Nevertheless, this simple 1998 amendment to the Higher Education Act resulted in competition between FFELP lenders, the emergence of new competitive FFELP lenders offering lower borrower interest rates such as U.S. Education Finance Group, and overall lower borrower interest rates where none previously existed. From 1998 to 2006, millions of student loan borrowers that did not have a single FFELP student loan lender were able to shop around and obtain a consolidation loan at an interest rate LESS THAN THE MAXIMUM INTEREST RATE permitted by the Higher Education Act. Millions of students were saved millions of dollars in interest via competition and borrower benefits.
Senators Mike Enzi and Edward Kennedy for different reasons, as described above, are attempting to move a Higher Education Act Reauthorization Bill and Budget Reconciliation Bill this week that would make deep cuts in the FFELP program resulting in the withdrawal from the program of competitive lenders other than the Department of Education, Sallie Mae, and the state specific student loan monopolies. Instead of going after these immediately aforementioned oligopolists, Enzi and Kennedy are going after the only existing competitors to such oligopolies.
Even school children in America know monopolies and oligopolies are inherently bad and competition is inherently good for consumers.
Henry B. Howard, President and Chief Executive, U.S. Education Finance Group (a competitive FFELP lender).
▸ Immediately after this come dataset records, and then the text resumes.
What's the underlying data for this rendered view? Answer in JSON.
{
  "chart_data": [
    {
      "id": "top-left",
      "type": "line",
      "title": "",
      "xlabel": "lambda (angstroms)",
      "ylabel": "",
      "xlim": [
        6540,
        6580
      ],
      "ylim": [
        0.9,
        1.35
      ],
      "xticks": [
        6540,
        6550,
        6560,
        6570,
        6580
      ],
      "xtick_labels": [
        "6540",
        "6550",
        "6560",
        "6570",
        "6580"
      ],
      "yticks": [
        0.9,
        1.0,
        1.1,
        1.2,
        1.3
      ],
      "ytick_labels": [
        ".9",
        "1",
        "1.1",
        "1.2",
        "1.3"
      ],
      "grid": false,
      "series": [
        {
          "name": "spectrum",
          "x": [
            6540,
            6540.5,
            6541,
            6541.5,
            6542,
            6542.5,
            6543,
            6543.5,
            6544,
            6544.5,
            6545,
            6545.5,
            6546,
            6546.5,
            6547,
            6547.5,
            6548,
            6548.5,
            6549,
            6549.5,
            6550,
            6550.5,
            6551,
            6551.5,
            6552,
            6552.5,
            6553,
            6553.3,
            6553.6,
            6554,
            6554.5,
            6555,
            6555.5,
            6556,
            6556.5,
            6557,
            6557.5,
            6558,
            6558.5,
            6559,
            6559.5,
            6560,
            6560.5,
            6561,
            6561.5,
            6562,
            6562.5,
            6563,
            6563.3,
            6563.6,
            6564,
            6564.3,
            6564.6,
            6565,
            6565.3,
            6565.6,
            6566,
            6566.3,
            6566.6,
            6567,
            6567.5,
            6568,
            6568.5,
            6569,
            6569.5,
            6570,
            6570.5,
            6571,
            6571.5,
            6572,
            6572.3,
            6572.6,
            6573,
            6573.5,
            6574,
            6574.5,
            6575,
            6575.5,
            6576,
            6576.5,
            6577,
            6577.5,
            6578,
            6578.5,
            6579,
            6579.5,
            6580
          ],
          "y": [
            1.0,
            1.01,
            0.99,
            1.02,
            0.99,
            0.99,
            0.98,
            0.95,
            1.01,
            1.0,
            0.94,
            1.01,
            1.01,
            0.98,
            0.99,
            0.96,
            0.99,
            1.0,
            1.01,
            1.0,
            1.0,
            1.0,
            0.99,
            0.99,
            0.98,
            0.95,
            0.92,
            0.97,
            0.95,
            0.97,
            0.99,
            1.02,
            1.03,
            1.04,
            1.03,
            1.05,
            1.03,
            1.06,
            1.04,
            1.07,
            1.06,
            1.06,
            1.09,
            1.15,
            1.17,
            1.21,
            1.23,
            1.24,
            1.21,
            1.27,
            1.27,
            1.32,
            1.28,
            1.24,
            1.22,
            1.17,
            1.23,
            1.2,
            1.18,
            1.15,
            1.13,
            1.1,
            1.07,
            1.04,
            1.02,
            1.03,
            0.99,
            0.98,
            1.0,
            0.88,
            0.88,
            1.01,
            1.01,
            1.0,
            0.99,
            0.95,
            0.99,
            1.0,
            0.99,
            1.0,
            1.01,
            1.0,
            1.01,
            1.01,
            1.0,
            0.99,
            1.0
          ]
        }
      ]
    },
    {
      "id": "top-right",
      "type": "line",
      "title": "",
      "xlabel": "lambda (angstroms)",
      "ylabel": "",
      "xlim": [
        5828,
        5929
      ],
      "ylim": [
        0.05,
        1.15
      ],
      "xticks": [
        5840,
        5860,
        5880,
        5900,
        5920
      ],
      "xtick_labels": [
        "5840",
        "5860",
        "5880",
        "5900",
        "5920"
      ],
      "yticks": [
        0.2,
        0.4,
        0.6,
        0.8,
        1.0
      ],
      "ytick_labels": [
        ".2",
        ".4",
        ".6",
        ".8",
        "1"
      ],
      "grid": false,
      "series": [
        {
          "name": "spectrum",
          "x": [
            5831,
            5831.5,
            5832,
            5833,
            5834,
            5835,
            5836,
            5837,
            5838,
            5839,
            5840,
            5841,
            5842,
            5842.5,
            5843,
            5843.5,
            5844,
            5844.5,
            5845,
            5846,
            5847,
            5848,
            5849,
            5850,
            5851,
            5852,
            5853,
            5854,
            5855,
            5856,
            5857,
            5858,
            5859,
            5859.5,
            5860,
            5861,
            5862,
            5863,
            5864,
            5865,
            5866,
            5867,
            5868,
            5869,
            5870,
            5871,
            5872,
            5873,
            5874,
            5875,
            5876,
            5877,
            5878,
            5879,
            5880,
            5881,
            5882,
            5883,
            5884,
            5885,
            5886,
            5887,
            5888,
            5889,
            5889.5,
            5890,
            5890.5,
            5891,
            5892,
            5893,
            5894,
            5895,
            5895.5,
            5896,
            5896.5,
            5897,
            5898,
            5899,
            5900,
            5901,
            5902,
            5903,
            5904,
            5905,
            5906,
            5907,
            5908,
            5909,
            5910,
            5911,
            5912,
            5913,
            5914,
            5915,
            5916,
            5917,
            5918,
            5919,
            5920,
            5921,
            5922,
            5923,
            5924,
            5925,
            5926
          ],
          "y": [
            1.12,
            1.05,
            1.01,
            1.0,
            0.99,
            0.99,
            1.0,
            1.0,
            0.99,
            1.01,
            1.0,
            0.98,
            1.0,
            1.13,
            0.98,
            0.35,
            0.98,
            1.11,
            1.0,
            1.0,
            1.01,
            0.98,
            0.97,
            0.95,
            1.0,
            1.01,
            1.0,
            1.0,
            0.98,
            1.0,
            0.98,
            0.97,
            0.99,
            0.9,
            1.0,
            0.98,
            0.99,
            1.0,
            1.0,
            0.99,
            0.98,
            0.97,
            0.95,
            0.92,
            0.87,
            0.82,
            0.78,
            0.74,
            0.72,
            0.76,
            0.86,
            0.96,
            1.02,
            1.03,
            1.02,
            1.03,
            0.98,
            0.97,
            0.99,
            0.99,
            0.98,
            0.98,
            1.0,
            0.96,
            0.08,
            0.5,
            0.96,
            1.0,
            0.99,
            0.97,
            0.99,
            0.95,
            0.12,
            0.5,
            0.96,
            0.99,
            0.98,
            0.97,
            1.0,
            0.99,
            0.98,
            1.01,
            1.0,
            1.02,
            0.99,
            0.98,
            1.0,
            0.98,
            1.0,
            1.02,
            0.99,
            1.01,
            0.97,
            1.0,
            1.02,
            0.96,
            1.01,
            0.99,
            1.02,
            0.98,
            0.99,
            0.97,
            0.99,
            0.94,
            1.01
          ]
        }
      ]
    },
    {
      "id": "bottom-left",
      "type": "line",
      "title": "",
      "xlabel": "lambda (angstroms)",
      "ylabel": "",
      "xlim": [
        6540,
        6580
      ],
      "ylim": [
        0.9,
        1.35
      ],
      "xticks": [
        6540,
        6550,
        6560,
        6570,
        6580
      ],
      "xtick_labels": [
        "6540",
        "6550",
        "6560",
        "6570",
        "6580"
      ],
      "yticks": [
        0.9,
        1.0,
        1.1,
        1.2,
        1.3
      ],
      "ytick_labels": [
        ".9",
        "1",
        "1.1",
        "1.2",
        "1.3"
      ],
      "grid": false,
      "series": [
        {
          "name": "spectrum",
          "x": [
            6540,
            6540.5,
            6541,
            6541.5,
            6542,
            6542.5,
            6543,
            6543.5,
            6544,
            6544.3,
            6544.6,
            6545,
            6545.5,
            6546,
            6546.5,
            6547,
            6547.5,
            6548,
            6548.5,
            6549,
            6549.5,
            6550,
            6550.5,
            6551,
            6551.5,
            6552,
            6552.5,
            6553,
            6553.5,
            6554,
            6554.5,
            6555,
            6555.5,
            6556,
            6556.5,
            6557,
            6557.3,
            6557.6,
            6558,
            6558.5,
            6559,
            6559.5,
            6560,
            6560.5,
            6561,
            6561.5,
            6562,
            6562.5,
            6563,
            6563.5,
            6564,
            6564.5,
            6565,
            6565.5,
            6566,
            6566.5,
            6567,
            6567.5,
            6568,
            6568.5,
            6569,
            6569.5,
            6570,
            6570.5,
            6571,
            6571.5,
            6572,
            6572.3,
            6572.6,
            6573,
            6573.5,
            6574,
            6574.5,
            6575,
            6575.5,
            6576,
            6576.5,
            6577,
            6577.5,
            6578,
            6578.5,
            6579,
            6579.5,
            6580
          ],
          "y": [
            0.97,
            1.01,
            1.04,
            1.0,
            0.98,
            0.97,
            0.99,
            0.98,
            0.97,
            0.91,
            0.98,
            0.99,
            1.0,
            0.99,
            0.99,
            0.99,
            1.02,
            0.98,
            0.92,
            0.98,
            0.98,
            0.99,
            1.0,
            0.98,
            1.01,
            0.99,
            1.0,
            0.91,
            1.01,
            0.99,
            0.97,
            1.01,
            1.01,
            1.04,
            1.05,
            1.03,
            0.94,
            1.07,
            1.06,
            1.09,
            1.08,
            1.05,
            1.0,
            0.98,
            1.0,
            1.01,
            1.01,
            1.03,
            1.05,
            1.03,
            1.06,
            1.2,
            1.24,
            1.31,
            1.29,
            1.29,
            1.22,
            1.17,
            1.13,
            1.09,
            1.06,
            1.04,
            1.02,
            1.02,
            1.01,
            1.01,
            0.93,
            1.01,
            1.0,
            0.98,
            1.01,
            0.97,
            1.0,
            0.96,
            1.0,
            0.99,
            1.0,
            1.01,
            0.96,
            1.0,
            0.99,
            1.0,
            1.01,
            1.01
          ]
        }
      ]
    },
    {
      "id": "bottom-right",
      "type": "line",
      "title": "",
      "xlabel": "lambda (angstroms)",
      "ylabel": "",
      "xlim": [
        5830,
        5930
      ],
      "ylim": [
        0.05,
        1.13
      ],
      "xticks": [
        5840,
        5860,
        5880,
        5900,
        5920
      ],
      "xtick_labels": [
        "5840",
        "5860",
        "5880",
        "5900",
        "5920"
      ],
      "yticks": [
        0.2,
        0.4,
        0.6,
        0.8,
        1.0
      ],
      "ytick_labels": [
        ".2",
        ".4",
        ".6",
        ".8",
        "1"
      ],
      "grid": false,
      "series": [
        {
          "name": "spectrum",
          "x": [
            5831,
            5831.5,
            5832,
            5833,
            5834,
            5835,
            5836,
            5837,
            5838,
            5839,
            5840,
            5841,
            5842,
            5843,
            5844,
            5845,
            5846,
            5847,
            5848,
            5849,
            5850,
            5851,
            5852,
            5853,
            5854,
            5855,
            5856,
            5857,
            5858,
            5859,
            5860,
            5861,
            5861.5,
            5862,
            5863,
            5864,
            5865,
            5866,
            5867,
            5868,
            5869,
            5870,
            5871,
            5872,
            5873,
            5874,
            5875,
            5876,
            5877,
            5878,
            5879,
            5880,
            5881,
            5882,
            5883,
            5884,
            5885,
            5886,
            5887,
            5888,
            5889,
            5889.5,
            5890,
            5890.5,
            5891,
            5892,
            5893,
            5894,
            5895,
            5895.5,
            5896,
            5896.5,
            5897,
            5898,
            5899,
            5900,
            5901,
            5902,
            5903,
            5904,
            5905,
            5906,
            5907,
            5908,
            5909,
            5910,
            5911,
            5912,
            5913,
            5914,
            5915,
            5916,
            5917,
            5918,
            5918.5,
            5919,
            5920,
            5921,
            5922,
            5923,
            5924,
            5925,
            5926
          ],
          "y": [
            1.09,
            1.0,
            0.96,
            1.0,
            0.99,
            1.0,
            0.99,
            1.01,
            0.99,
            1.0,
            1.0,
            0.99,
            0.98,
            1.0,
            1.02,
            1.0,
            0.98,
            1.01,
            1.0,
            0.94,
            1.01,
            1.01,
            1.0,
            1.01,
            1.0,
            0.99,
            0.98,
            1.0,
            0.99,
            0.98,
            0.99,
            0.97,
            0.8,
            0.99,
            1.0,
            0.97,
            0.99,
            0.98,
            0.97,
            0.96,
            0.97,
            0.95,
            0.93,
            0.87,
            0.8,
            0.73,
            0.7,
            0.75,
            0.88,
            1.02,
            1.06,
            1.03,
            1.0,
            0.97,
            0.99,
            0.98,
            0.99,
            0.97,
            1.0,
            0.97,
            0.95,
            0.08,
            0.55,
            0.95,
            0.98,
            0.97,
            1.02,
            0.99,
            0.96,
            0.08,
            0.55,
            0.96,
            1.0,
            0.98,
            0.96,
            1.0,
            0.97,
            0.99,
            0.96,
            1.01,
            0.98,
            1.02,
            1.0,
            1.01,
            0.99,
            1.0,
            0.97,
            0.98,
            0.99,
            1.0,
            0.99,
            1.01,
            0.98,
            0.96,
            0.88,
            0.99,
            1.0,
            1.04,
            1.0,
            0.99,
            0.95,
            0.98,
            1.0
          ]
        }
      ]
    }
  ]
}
Higher Education Funding is Inherently Governmental
Higher Education funding is an inherently governmental function which needs to be taken back from profiteers, including most notably SLM Corporation. In the absence of full, outright grants for higher education (such as those in many civilized societies), the Direct Loan Program is the next best thing. Four times cheaper to run and significantly cheaper for students, it's a win-win.
Spin it any way you want. The fact of the matter is that the past 6 years in particular have been a gilded age for student loan profiteers. The Higher Education Act was not envisioned with SLM Corporation Chairman Albert L. Lord having a private luxury golf course or being able to place bona fide bids to purchase a major league baseball team.
One point Mr. Howard makes and with which I agree is that the current system enables any 17-year-old, regardless of GPA, to get a student loan. The dumbing-down of higher education, which includes the proliferation of online blog correspondence courses holding themselves out as "universities," and the decay of admissions standards at legitimate schools, is not only undermining the integrity of higher education but also is fueling explosive profit growth for the student loan industry.